I shrugged him off and scanned everyone, now staring, gawking at me in an entirely new way. No praise or words of empathy sounded around me this time as it had been at Cody’s. Shock and fear duplicated on the silent faces.

“He’s a fuckin’ fag,” someone shouted, and all eyes turned to Alex.

“How the fuck is that your business?” Cal spat.

More shouts, some in agreement and some in outrage, rang out, but I shoved the noise out and everyone in my way to get to Tate.

“Are you okay?” I asked as I reached for his face. A red mark on his jaw was already on its way to swollen and bruised, but the cut over his eye wasn’t too bad, at least.

“Yeah.” He swatted my hands away. “I’m fine.” Tate dusted himself off, brows low and his lips in a tight line. “I’m fucking great,” he forced past gritted teeth.

“Shit, it’s Coach,” Cameron barked, and the crowd fled like ants from a knocked-over hill.

I shoved Tate into the passenger side of my truck on reflex. And as soon as I peeled out of the parking lot, I realized how monumentally fucked we were. Fighting at school was bad enough, but running from the punishment was even worse.

I slammed my hand against the steering wheel and yelled at the injustice of—everything.

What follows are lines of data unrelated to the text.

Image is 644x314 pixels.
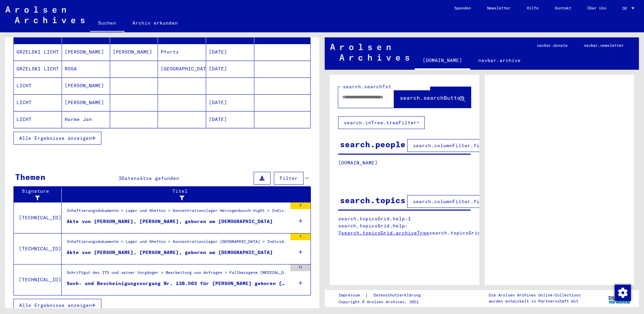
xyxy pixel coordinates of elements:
span: Alle Ergebnisse anzeigen [19,302,92,308]
a: Suchen [90,15,124,33]
td: [TECHNICAL_ID] [14,202,61,233]
a: Datenschutzerklärung [368,292,429,299]
td: [TECHNICAL_ID] [14,264,61,295]
span: DE [622,6,630,11]
a: Archiv erkunden [124,15,186,31]
span: search.columnFilter.filter [413,198,491,205]
mat-cell: Pfortz [158,44,206,60]
a: navbar.archive [470,52,529,68]
div: Titel [64,187,304,202]
img: Arolsen_neg.svg [5,6,84,23]
div: Titel [64,187,297,202]
img: yv_logo.png [607,289,632,307]
div: search.topics [340,194,405,206]
div: Themen [15,171,45,183]
mat-cell: Harme Jan [62,111,110,128]
mat-cell: LICHT [14,77,62,94]
p: search.topicsGrid.help-1 search.topicsGrid.help-2 search.topicsGrid.manually. [338,215,471,237]
div: Zustimmung ändern [614,284,631,301]
span: search.columnFilter.filter [413,143,491,148]
div: Akte von [PERSON_NAME], [PERSON_NAME], geboren am [DEMOGRAPHIC_DATA] [67,218,273,225]
span: Datensätze gefunden [122,175,179,181]
mat-cell: [PERSON_NAME] [62,44,110,60]
button: Alle Ergebnisse anzeigen [13,299,101,311]
mat-cell: LICHT [14,111,62,128]
mat-cell: [GEOGRAPHIC_DATA] [158,61,206,77]
p: Die Arolsen Archives Online-Collections [489,292,580,298]
p: wurden entwickelt in Partnerschaft mit [489,298,580,304]
div: Signature [17,187,63,202]
span: search.searchButton [400,95,464,101]
mat-label: search.searchTxt [343,83,391,90]
button: search.columnFilter.filter [407,195,497,208]
a: navbar.donate [529,37,576,53]
mat-cell: [PERSON_NAME] [62,77,110,94]
mat-cell: [DATE] [206,61,254,77]
div: Inhaftierungsdokumente > Lager und Ghettos > Konzentrationslager Herzogenbusch-Vught > Individuel... [67,207,287,217]
img: Arolsen_neg.svg [330,44,409,61]
mat-cell: ROSA [62,61,110,77]
a: [DOMAIN_NAME] [414,52,470,70]
p: [DOMAIN_NAME] [338,159,470,167]
mat-cell: GRZELSKI LICHT [14,44,62,60]
div: 4 [290,233,310,240]
a: Impressum [339,292,365,299]
span: Alle Ergebnisse anzeigen [19,135,92,141]
div: search.people [340,138,405,150]
mat-cell: [PERSON_NAME] [62,95,110,111]
p: Copyright © Arolsen Archives, 2021 [339,299,429,305]
mat-cell: [DATE] [206,111,254,128]
mat-cell: [PERSON_NAME] [110,44,158,60]
div: Such- und Bescheinigungsvorgang Nr. 138.503 für [PERSON_NAME] geboren [DEMOGRAPHIC_DATA] [67,280,287,287]
button: search.searchButton [394,87,471,108]
button: search.inTree.treeFilter [338,116,425,129]
button: search.columnFilter.filter [407,139,497,152]
span: 3 [119,175,122,181]
span: Filter [279,175,297,181]
img: Zustimmung ändern [615,285,631,301]
mat-cell: GRZELSKI LICHT [14,61,62,77]
div: Schriftgut des ITS und seiner Vorgänger > Bearbeitung von Anfragen > Fallbezogene [MEDICAL_DATA] ... [67,270,287,279]
div: 2 [290,202,310,209]
mat-cell: LICHT [14,95,62,111]
mat-cell: [DATE] [206,44,254,60]
button: Alle Ergebnisse anzeigen [13,132,101,145]
div: 11 [290,264,310,271]
mat-cell: [DATE] [206,95,254,111]
div: Signature [17,187,56,202]
div: | [339,292,429,299]
a: search.topicsGrid.archiveTree [341,230,429,236]
td: [TECHNICAL_ID] [14,233,61,264]
div: Akte von [PERSON_NAME], [PERSON_NAME], geboren am [DEMOGRAPHIC_DATA] [67,249,273,256]
a: navbar.newsletter [576,37,632,53]
button: Filter [274,172,303,185]
div: Inhaftierungsdokumente > Lager und Ghettos > Konzentrationslager [GEOGRAPHIC_DATA] > Individuelle... [67,238,287,248]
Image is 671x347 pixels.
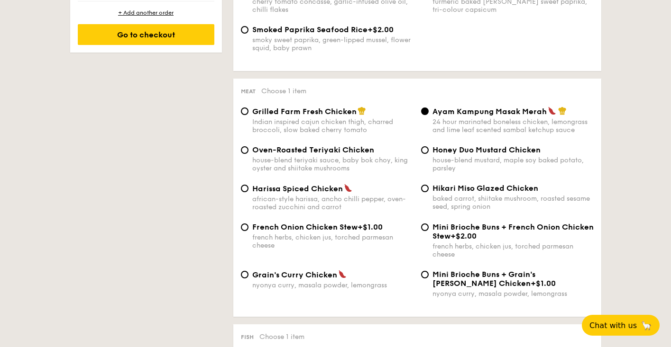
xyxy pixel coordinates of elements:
[252,118,413,134] div: Indian inspired cajun chicken thigh, charred broccoli, slow baked cherry tomato
[241,271,248,279] input: Grain's Curry Chickennyonya curry, masala powder, lemongrass
[421,108,428,115] input: Ayam Kampung Masak Merah24 hour marinated boneless chicken, lemongrass and lime leaf scented samb...
[252,195,413,211] div: african-style harissa, ancho chilli pepper, oven-roasted zucchini and carrot
[252,36,413,52] div: smoky sweet paprika, green-lipped mussel, flower squid, baby prawn
[252,146,374,155] span: Oven-Roasted Teriyaki Chicken
[241,26,248,34] input: Smoked Paprika Seafood Rice+$2.00smoky sweet paprika, green-lipped mussel, flower squid, baby prawn
[252,184,343,193] span: Harissa Spiced Chicken
[421,224,428,231] input: Mini Brioche Buns + French Onion Chicken Stew+$2.00french herbs, chicken jus, torched parmesan ch...
[421,146,428,154] input: Honey Duo Mustard Chickenhouse-blend mustard, maple soy baked potato, parsley
[259,333,304,341] span: Choose 1 item
[432,243,593,259] div: french herbs, chicken jus, torched parmesan cheese
[252,282,413,290] div: nyonya curry, masala powder, lemongrass
[432,107,546,116] span: Ayam Kampung Masak Merah
[252,271,337,280] span: Grain's Curry Chicken
[432,146,540,155] span: Honey Duo Mustard Chicken
[357,107,366,115] img: icon-chef-hat.a58ddaea.svg
[432,184,538,193] span: Hikari Miso Glazed Chicken
[450,232,476,241] span: +$2.00
[421,271,428,279] input: Mini Brioche Buns + Grain's [PERSON_NAME] Chicken+$1.00nyonya curry, masala powder, lemongrass
[241,224,248,231] input: French Onion Chicken Stew+$1.00french herbs, chicken jus, torched parmesan cheese
[252,107,356,116] span: Grilled Farm Fresh Chicken
[252,223,357,232] span: French Onion Chicken Stew
[241,185,248,192] input: Harissa Spiced Chickenafrican-style harissa, ancho chilli pepper, oven-roasted zucchini and carrot
[252,234,413,250] div: french herbs, chicken jus, torched parmesan cheese
[338,270,346,279] img: icon-spicy.37a8142b.svg
[252,156,413,173] div: house-blend teriyaki sauce, baby bok choy, king oyster and shiitake mushrooms
[582,315,659,336] button: Chat with us🦙
[432,270,535,288] span: Mini Brioche Buns + Grain's [PERSON_NAME] Chicken
[432,156,593,173] div: house-blend mustard, maple soy baked potato, parsley
[78,24,214,45] div: Go to checkout
[241,88,255,95] span: Meat
[547,107,556,115] img: icon-spicy.37a8142b.svg
[367,25,393,34] span: +$2.00
[432,118,593,134] div: 24 hour marinated boneless chicken, lemongrass and lime leaf scented sambal ketchup sauce
[261,87,306,95] span: Choose 1 item
[241,108,248,115] input: Grilled Farm Fresh ChickenIndian inspired cajun chicken thigh, charred broccoli, slow baked cherr...
[530,279,555,288] span: +$1.00
[432,290,593,298] div: nyonya curry, masala powder, lemongrass
[252,25,367,34] span: Smoked Paprika Seafood Rice
[432,195,593,211] div: baked carrot, shiitake mushroom, roasted sesame seed, spring onion
[344,184,352,192] img: icon-spicy.37a8142b.svg
[357,223,382,232] span: +$1.00
[78,9,214,17] div: + Add another order
[432,223,593,241] span: Mini Brioche Buns + French Onion Chicken Stew
[640,320,652,331] span: 🦙
[241,146,248,154] input: Oven-Roasted Teriyaki Chickenhouse-blend teriyaki sauce, baby bok choy, king oyster and shiitake ...
[589,321,637,330] span: Chat with us
[241,334,254,341] span: Fish
[558,107,566,115] img: icon-chef-hat.a58ddaea.svg
[421,185,428,192] input: Hikari Miso Glazed Chickenbaked carrot, shiitake mushroom, roasted sesame seed, spring onion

“Fuck. Fuck.” I glared at Tate, then back to the road. “The fuck, Tate? What happened?”

“Do you really fucking care, or do you want to just shout about it?”

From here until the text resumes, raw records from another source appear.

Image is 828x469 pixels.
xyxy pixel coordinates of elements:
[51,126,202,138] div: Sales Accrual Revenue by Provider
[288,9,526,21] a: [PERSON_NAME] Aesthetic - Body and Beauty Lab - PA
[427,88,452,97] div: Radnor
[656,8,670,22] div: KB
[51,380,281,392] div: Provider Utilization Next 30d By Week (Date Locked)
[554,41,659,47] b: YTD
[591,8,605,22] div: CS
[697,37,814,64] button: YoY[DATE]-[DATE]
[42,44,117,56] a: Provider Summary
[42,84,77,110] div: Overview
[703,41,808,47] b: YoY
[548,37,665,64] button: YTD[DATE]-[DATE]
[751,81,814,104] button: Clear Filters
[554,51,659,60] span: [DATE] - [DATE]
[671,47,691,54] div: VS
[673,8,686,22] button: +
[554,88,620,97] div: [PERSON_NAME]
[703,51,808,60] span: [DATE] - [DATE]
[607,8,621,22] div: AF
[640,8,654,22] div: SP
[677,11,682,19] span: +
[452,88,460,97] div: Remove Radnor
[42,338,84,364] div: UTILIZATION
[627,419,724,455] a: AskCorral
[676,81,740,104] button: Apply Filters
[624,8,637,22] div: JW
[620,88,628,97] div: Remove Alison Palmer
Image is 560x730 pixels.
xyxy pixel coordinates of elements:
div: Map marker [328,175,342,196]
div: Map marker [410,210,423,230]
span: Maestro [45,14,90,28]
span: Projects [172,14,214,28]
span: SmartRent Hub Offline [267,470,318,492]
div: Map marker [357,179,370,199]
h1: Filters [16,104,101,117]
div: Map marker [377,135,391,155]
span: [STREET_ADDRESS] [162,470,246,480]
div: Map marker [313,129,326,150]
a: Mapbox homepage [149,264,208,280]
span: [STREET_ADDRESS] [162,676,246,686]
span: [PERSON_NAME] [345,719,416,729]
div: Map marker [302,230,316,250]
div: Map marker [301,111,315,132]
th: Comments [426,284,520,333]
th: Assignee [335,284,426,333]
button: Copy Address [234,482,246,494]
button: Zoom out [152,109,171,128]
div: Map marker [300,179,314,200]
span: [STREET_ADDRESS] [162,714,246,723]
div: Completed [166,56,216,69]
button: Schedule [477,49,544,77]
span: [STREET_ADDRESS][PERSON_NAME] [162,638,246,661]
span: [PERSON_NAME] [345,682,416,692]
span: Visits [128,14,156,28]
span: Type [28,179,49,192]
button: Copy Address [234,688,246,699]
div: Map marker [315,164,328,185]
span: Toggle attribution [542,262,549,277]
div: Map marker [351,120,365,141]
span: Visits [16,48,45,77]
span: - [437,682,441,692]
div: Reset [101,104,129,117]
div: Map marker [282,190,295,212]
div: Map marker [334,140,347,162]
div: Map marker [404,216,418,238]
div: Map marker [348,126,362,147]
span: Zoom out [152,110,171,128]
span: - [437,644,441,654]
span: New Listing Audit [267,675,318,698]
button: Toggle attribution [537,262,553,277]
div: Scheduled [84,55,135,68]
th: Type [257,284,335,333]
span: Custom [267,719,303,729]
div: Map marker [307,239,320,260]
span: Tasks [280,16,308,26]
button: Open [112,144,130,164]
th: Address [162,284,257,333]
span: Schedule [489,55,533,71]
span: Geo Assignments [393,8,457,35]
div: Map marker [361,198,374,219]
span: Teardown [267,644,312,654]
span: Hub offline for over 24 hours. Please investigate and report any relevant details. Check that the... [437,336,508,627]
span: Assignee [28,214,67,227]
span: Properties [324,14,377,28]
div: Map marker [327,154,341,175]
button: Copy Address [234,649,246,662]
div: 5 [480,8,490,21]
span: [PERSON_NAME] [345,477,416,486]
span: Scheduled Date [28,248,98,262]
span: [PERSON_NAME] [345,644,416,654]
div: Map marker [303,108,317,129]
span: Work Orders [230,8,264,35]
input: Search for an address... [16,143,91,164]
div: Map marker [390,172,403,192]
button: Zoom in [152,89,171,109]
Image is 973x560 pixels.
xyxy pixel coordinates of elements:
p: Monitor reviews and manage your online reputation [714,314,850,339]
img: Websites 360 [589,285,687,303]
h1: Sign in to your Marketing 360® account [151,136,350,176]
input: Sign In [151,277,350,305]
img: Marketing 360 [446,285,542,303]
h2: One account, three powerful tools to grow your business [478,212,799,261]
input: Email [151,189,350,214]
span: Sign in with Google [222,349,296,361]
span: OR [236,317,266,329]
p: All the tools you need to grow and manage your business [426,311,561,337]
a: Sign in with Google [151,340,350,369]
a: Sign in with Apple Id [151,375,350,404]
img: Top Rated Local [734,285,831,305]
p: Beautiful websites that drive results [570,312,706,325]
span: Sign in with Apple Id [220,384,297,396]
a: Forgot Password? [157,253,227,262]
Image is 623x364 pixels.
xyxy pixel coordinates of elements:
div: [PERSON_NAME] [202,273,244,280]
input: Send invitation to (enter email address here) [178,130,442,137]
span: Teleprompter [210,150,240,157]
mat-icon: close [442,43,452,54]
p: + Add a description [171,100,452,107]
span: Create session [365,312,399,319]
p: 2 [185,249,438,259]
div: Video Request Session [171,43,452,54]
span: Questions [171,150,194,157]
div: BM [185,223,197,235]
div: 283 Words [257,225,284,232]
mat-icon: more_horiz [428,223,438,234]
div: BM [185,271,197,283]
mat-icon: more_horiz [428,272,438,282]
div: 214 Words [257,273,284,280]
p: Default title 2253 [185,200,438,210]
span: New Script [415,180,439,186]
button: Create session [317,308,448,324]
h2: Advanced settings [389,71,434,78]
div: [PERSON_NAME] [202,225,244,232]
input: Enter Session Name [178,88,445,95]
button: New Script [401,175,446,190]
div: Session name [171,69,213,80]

“Don’t. Just don’t. Okay? We’re already in a truckload of shit, and now you’re picking fights at school? Just how mad do you want our parents to get?”

“Wait. This is my fault?” he yelled right back.

“I know you’ve got a smart mouth. What? Did you egg him on?”

“Fuck you, Wren. You freeze me out all day, you won’t talk to me about this ‘truckload of shit’ we’re in, and now I’m the root of all that’s going wrong? Aw, poor you.”

The balls on him. I had never in my life been so fucking pissed, and he just kept poking at me like a scab.

“We could get expelled over this shit. Momma already won’t talk to me, and now … I know you don’t get it, but I love my momma. I actually care when she’s pissed or when I’ve disappointed her.”

When nothing snappy was aimed my way, I glanced at him. Tate sat frozen, staring, banged up, but those new wounds were nothing compared to the hurt brimming in his eyes.

“Tate—”

He didn’t give me a chance to finish, just opened the passenger door and jumped. Granted, I was already slowing in front of the house, but still, fuck, he just jumped out of my moving truck.

“Tate,” I yelled through the open door.

He stumbled as his feet worked to keep up with his momentum, then ran across the front yard to the house. Before I could skid to a stop and turn off the motor, he’d unlocked the door and slammed it shut.

“Tate. Fuck,” I roared.

He wasn’t anywhere to be found once I’d gotten inside myself. Not his room or the bathroom. He wasn’t on the deck or even the side of the house where he smoked sometimes. He was just fucking gone.